Saturday, April 04, 2009

Who ruins Britain?

It's not just the bankers and the politicians. I'm reading Robert Peston's book "Who runs Britain?" and I'm wondering about the social benefits of private equity entrepreneurs.

Take store group Arcadia, for example. In the year 2000, it was acquired by Stuart Rose, at which time it had a turnover of £2.5 billion, debts £250 million and a market capital value somewhere around £100 million. "The business was viewed as dead meat when he arrived." Two years later, the turnover was down to £2 billion, but all the debt was cleared and the group was making an annual profit of £106 million.

Rose then sold out to Philip Green for a reported £850 million (Peston says £775 million), of which Green's personal investment was only £9.2 million.

In 2005/2006, Arcadia's sales were down to £1.8 billion, but profits had risen to £300 million, according to Peston. Green then made it declare a £1.3 billion dividend, £1.2 billion of which went to his wife - who by then was, technically, domiciled in tax-free Monaco. This record-breaking payout was funded by bank loans to Arcadia totalling £1.35 billion, with the result that the group's net asset position went from plus £303 million (in August 2004) way into the red - minus £807 million. You'll see that the dividend accounted for the decline in Arcadia's net worth, and more besides.

Stuart Rose is like a man who buys a sick donkey, nurses it back to health and sells it at a profit. Green appears to me like the new owner who nurtures it further, then suddenly puts back-breaking quantities of heavy stone in its panniers and wanders off on other business, whistling merrily while the poor, over-laden beast staggers behind him in the wilderness. If it should stumble...

I can see what's in it for the bankers (less so, their shareholders). I can certainly see what's in it for Philip Green. But what's in it for us? We work, earn money, pay taxes and what is left we spend in stores that export our capital.

If this is to be the pattern for British business, we are finished. I don't see Johnny Foreigner making plans to take on the obligations of our Welfare State when we no longer make anything he wants; if he's looking for maltreated, ill-bred, indolent slaves, he'll find all he needs closer to home.

Are we making a nation fit for Marxists?

5 comments:

Paddington said...

It's what I've been reading - the collapse will leave the rich much richer, and the rest of us dirt poor. However, as I've said many times, that collapse could well destroy technological civilization.

Wolfie said...

Are we making a nation fit for Marxists?

Or maybe just fit for Nazis?

Sackerson said...

Explain, please, Wolfie. Personally I think Britain is more likely to head far Left than Fascist; and suffer either way.

I've just finished Peston's book, and while generally well-disposed towards private equity types, he ends by intimating at social upheaval if we continue to permit concentrations of wealth and power, the capture of the polity by the rich and the disenfranchisement and improverishment of "the many".

And now I'm catching straws in the blogowind on the lines of Karl was right.

Wolfie said...

The Nazis were not the "right", they are a different version of the left.

The left comprises of two choices at its extremity :

1) Marxism
2) Fascism

They offer two opposing nationalist and monetarist policies but they share an underlying socialist root.

You read Peston's book! Good lord.

Sackerson said...

Agree that I can't see much difference between the two.

Peston began very readably, and he does a good job of explaining the packaged mortgage mess, CDS etc - but golly he's a groupie for the rich and so very me-me-me with it. He can't decide whether to worship Green or condemn him.

Peston's cutesy half-profile pose on the cover suggests a narcissistic streak, and there's a look in his kindly eyes that reminds me of the devastating adjective used by Lytton Strachey of Thomas Arnold: "puzzled".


**ACTIVITY**: Tell how many lines in the data contain the string "years", using a single number as the whole reply.

Excerpts from a figure dataset
┌────────
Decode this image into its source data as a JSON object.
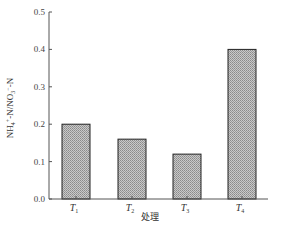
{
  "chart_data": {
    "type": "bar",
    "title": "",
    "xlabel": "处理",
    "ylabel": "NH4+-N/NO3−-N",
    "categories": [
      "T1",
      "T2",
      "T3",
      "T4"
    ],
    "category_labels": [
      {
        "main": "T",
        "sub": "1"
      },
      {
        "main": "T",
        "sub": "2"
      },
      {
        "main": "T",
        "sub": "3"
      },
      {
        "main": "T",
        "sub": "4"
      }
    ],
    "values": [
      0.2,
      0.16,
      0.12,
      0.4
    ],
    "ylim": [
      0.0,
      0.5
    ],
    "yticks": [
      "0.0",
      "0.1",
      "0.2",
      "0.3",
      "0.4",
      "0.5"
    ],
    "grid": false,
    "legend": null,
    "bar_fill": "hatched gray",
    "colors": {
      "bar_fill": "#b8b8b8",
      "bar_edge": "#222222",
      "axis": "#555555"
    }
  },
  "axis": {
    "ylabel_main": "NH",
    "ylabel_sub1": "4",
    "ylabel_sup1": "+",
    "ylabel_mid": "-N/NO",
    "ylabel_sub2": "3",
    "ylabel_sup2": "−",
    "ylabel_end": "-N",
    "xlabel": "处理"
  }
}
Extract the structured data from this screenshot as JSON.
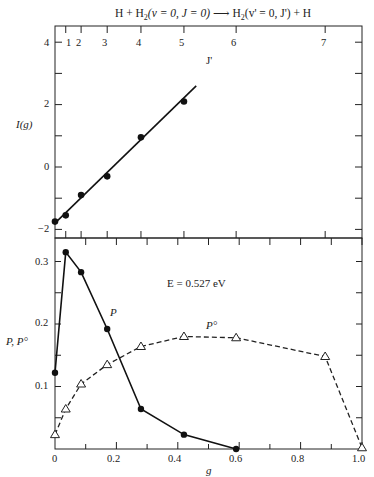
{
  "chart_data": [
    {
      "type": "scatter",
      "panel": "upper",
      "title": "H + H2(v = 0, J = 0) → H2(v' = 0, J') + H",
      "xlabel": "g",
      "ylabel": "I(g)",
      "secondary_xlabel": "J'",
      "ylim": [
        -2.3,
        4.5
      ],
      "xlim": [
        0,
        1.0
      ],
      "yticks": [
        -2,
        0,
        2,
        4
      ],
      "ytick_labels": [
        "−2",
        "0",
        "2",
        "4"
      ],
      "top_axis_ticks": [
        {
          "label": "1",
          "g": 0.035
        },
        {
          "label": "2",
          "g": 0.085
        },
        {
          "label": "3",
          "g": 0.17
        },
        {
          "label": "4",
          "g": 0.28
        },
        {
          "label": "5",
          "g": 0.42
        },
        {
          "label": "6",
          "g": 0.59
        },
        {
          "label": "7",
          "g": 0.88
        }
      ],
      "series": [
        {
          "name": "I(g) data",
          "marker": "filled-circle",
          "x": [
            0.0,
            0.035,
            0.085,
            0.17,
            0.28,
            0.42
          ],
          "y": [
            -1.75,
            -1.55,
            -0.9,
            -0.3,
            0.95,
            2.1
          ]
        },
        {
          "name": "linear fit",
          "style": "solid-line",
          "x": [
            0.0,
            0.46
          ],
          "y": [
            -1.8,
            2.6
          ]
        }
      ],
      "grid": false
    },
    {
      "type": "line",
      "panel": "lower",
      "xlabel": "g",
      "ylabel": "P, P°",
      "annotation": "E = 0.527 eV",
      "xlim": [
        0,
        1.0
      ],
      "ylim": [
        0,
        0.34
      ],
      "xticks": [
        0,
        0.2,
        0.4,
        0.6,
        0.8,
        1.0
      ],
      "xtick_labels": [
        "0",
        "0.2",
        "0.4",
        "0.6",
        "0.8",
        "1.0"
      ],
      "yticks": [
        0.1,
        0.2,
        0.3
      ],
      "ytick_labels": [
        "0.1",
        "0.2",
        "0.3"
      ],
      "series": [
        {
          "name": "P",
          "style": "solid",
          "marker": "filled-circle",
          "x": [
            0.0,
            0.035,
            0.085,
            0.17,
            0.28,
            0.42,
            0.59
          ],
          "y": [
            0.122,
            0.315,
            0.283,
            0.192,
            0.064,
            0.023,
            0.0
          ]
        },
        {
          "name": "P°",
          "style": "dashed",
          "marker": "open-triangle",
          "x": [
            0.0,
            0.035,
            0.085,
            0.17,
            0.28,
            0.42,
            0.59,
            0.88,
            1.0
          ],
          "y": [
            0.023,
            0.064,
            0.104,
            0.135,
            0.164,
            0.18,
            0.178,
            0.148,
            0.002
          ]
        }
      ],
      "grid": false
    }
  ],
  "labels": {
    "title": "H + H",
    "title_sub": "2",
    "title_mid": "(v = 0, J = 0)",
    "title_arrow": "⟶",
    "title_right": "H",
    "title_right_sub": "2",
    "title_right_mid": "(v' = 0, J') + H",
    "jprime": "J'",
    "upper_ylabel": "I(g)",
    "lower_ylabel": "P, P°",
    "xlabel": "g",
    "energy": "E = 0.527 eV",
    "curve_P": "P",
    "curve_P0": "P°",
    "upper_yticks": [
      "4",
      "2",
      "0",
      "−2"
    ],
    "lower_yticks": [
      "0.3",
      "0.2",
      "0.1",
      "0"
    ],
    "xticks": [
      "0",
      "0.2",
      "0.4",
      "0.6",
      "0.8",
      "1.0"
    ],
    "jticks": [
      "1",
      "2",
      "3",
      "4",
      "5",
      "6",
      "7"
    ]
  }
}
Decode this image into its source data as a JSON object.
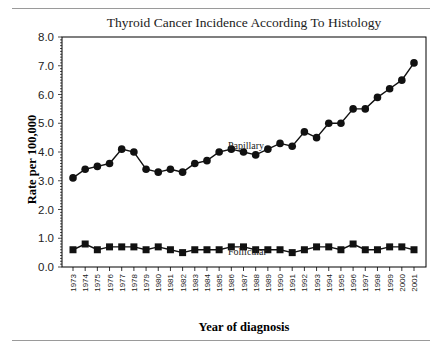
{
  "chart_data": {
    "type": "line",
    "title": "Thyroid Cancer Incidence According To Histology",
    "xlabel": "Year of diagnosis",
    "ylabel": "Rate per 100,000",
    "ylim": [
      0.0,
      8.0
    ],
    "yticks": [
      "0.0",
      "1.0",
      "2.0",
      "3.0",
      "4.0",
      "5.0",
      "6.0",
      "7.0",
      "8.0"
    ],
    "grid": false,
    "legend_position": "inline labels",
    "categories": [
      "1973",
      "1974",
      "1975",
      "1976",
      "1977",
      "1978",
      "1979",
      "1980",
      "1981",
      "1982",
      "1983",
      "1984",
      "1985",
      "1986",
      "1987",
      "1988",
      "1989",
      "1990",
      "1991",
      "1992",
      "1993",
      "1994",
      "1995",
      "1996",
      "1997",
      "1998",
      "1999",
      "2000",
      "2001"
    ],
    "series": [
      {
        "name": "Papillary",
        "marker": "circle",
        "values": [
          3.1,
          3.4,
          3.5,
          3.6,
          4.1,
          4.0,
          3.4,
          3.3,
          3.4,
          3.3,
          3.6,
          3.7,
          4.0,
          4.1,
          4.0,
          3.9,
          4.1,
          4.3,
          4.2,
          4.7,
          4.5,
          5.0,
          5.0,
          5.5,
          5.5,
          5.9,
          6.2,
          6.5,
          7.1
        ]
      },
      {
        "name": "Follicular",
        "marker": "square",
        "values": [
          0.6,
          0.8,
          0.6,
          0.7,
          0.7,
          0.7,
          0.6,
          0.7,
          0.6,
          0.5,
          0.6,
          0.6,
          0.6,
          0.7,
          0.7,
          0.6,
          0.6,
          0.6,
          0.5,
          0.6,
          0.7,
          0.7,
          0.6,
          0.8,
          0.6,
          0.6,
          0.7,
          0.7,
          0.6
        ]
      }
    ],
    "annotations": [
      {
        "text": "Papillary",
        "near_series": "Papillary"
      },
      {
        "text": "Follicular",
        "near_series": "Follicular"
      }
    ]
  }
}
└────────
┌────────
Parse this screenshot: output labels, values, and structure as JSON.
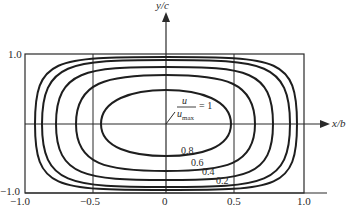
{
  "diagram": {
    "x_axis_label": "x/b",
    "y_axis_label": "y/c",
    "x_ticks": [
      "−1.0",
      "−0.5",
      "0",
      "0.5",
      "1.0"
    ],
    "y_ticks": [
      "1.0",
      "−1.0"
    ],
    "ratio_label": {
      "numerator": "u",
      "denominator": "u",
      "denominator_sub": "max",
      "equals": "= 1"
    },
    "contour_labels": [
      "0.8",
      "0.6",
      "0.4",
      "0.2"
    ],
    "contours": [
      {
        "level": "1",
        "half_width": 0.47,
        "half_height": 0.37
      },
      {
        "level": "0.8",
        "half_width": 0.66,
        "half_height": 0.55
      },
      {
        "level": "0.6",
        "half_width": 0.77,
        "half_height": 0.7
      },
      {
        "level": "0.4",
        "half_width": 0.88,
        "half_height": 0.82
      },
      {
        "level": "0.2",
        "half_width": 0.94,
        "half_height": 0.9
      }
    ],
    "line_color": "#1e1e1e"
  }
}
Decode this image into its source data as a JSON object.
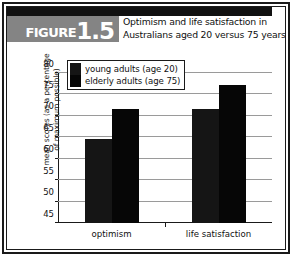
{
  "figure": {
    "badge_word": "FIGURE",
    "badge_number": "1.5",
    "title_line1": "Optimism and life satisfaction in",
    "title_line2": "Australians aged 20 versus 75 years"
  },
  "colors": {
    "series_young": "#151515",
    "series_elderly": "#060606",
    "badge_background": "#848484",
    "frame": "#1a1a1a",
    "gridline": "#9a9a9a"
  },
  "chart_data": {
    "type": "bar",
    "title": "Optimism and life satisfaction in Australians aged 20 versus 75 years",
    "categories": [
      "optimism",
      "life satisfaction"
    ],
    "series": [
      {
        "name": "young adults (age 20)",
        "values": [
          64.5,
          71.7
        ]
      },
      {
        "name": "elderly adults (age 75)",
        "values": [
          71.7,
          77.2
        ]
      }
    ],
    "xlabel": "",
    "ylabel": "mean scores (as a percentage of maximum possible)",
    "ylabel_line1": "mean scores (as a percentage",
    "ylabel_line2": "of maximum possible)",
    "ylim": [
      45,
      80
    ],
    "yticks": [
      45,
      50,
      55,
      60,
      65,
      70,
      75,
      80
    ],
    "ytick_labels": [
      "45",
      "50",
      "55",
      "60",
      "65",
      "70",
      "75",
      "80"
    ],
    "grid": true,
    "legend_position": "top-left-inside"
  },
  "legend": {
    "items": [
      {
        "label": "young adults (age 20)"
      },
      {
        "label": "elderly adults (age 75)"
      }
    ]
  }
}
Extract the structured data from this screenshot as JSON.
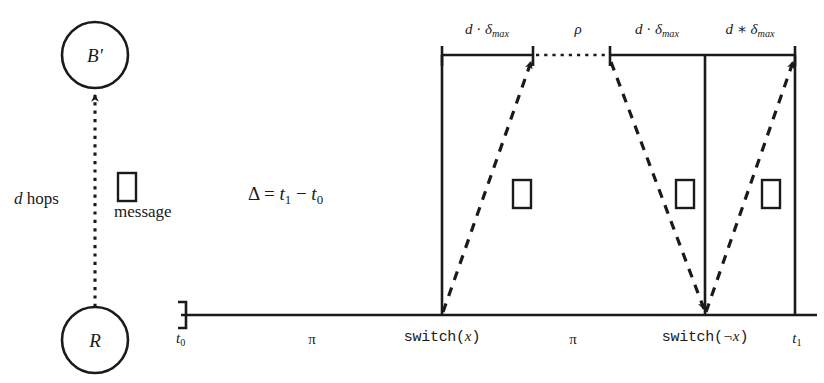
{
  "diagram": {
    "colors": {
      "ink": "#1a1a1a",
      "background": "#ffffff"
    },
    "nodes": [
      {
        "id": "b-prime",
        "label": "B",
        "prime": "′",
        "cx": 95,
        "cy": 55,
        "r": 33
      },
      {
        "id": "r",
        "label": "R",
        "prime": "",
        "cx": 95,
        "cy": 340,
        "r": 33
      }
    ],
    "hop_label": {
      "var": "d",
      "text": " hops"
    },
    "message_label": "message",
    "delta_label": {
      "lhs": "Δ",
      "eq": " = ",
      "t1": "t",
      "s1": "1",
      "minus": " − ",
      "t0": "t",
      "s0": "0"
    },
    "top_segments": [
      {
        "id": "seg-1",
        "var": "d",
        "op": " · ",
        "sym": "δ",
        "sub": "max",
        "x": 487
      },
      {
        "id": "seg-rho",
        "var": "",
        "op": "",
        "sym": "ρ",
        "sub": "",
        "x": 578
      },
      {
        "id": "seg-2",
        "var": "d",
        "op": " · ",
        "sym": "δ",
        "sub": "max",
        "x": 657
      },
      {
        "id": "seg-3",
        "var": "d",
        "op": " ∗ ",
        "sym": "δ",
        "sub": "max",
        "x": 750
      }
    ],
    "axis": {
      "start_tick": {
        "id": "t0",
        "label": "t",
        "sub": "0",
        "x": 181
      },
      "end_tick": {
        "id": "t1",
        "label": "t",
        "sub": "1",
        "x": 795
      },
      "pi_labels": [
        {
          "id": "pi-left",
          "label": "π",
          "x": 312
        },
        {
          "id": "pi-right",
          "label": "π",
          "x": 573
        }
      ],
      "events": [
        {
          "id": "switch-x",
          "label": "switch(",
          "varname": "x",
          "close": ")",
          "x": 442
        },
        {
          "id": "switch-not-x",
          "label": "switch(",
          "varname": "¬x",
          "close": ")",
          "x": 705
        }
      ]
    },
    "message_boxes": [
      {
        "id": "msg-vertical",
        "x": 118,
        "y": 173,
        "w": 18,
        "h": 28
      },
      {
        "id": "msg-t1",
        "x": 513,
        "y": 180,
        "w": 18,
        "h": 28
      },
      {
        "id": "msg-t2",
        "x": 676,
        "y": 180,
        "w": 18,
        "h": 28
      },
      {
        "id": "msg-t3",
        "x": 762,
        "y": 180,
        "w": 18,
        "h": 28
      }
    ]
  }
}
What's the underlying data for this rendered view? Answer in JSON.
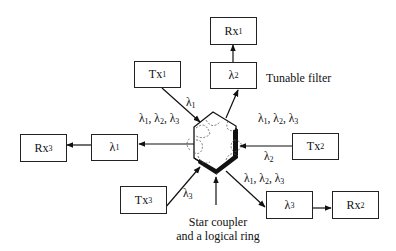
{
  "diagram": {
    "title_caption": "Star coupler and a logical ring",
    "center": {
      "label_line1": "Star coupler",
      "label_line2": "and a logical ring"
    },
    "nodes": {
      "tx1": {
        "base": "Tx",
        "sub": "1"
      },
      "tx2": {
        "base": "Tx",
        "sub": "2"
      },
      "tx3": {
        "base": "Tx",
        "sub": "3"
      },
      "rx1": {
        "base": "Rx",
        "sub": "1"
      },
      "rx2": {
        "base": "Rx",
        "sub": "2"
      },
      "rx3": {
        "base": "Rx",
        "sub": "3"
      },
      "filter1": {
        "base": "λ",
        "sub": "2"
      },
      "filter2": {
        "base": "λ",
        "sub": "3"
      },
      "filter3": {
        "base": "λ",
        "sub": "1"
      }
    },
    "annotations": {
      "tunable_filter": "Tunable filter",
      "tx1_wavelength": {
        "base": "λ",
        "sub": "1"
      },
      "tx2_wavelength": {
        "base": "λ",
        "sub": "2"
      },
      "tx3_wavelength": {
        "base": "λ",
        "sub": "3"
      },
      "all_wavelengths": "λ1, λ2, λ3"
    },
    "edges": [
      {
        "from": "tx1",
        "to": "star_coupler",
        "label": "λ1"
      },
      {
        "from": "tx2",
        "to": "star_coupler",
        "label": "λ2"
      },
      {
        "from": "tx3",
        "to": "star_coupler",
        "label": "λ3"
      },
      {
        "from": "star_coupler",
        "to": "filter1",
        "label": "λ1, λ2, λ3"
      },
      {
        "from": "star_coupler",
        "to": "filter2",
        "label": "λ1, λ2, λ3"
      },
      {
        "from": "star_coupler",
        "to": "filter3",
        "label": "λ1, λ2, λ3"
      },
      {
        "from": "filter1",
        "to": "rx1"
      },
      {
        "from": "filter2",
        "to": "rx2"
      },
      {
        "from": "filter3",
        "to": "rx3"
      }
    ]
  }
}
└────────
**RESULT OF THIS EXERCISE**: 2